While roaming the fields in search of healing plants, fruit and other edibles, Bethia makes the accidental acquaintance of Caleb Cheeshahteaumauk of the Wampanog tribe, a young man being raised by a shaman uncle who deeply resents the reverend’s incursions into tribal matters. It is Reverend Mayfield’s mission to instruct the tribes about the Christian God. But Caleb is not bound by his uncle’s enmity, a creature of both worlds with a generous spirit who happily teaches Bethia his language and customs as they enjoy a brief time of friendship. When she learns that Caleb will be tutored by her father in preparation to entering Harvard College with another Indian student, Bethia is secretly thrilled. Caleb will be the first Native American to graduate Harvard in 1665, an accomplishment that gives him a place in history but demands all he holds dear for that honor.

Events conspire to drastically change Bethia’s life: the death of both her parents and contracting as an indentured servant to make Makepeace’s education at Harvard possible, her only reward an abiding faith and the proximity to Caleb as he pursues the knowledge she is denied by birth and sex. As thirsty as the young man for education, both are outcasts, forced to hard choices and terrible sacrifices to gain the rewards of a rigid society rife with racism and the petty cruelties of those who believe themselves superior by virtue of the color of their skin.

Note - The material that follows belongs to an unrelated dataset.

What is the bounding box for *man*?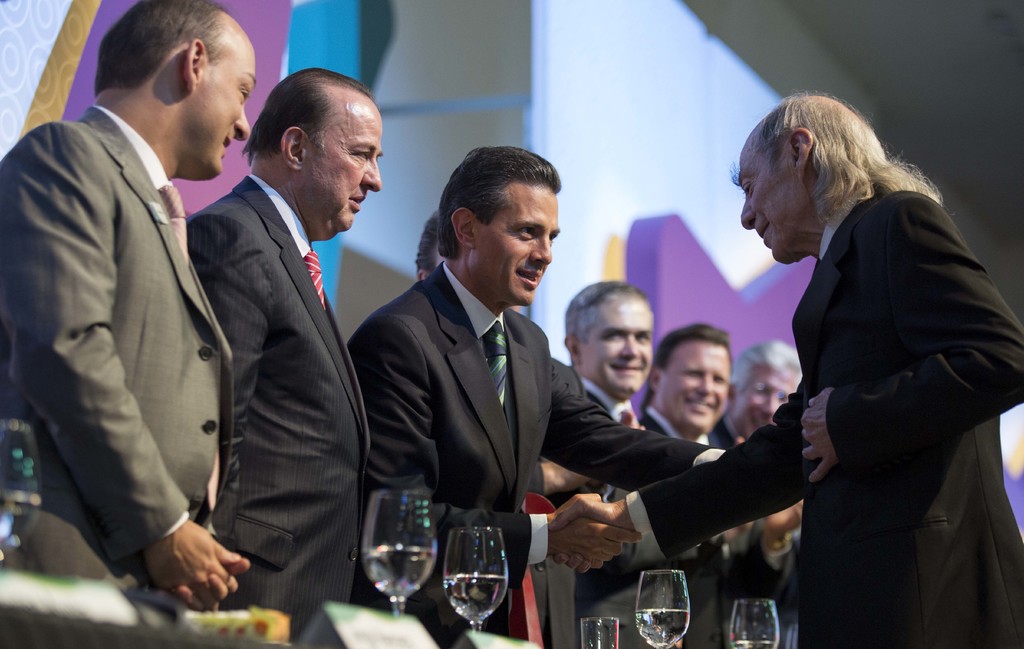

Caleb suffers greatly but is dedicated to his purpose, ostracized with his fellow Indian student by the others, his once-robust body diminished by lack of food and exercise but his spirit glowing with inner strength and a superior intellect. Bethia suffers as well - for her friend’s exclusion by the other students, the innate damage of such behavior, and the few options allowed her sex when choosing a future. Bethia’s burden of constant guilt for every thought and deed, her begging of forgiveness through each long day from childhood to old age becomes tedious, a constant flagellation of self in service to a demanding God. In contrast, Caleb’s beliefs are more expansive and generous, his generous and open spirit in sharp contrast to Bethia’s fearful and fraught existence.

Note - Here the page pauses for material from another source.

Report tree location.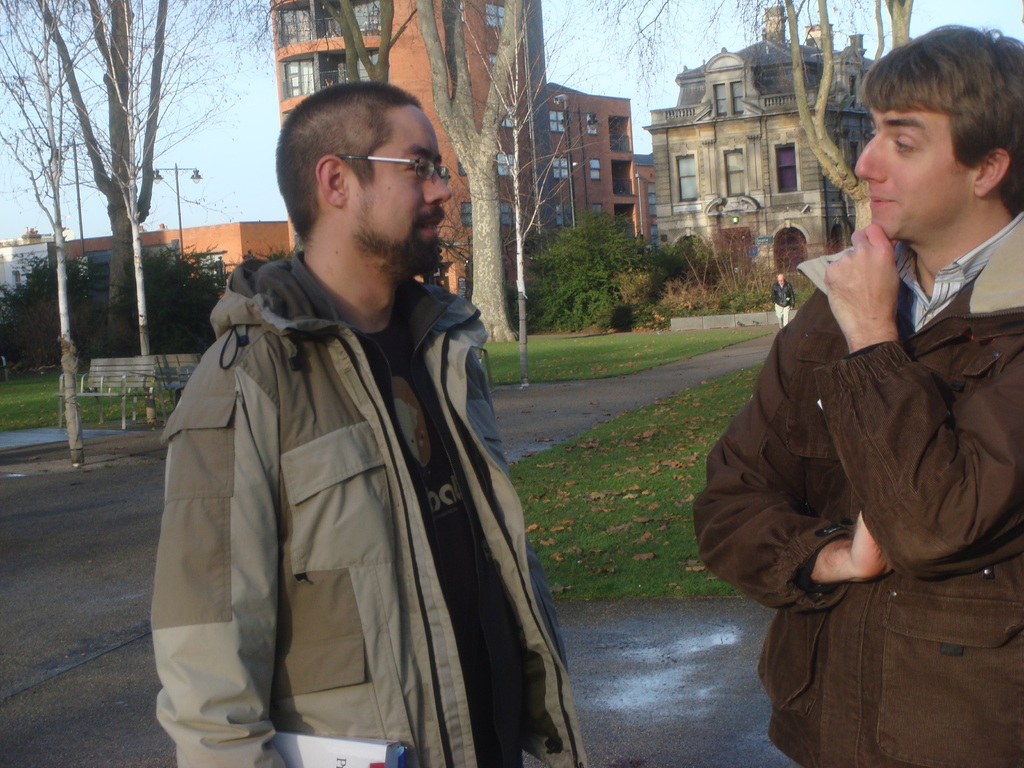
Report: 23:0:221:406.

In the end, Caleb achieves his goal, a fact Brooks celebrates in this novel. But all is won at the altar of a new country’s demand for conformity, a society with little accommodation for differences or intelligence beyond the usual standards. We slog through the nightmare of Caleb’s education and Bethia’s litany of disappointments, the simmering cauldron of racial animus and assumed superiority, the age-old struggle of the exceptional against the strictures of society. Caleb graduates but at a terrible price, his degree a source of pride purchased with the loss of individualism and the Native American way of life.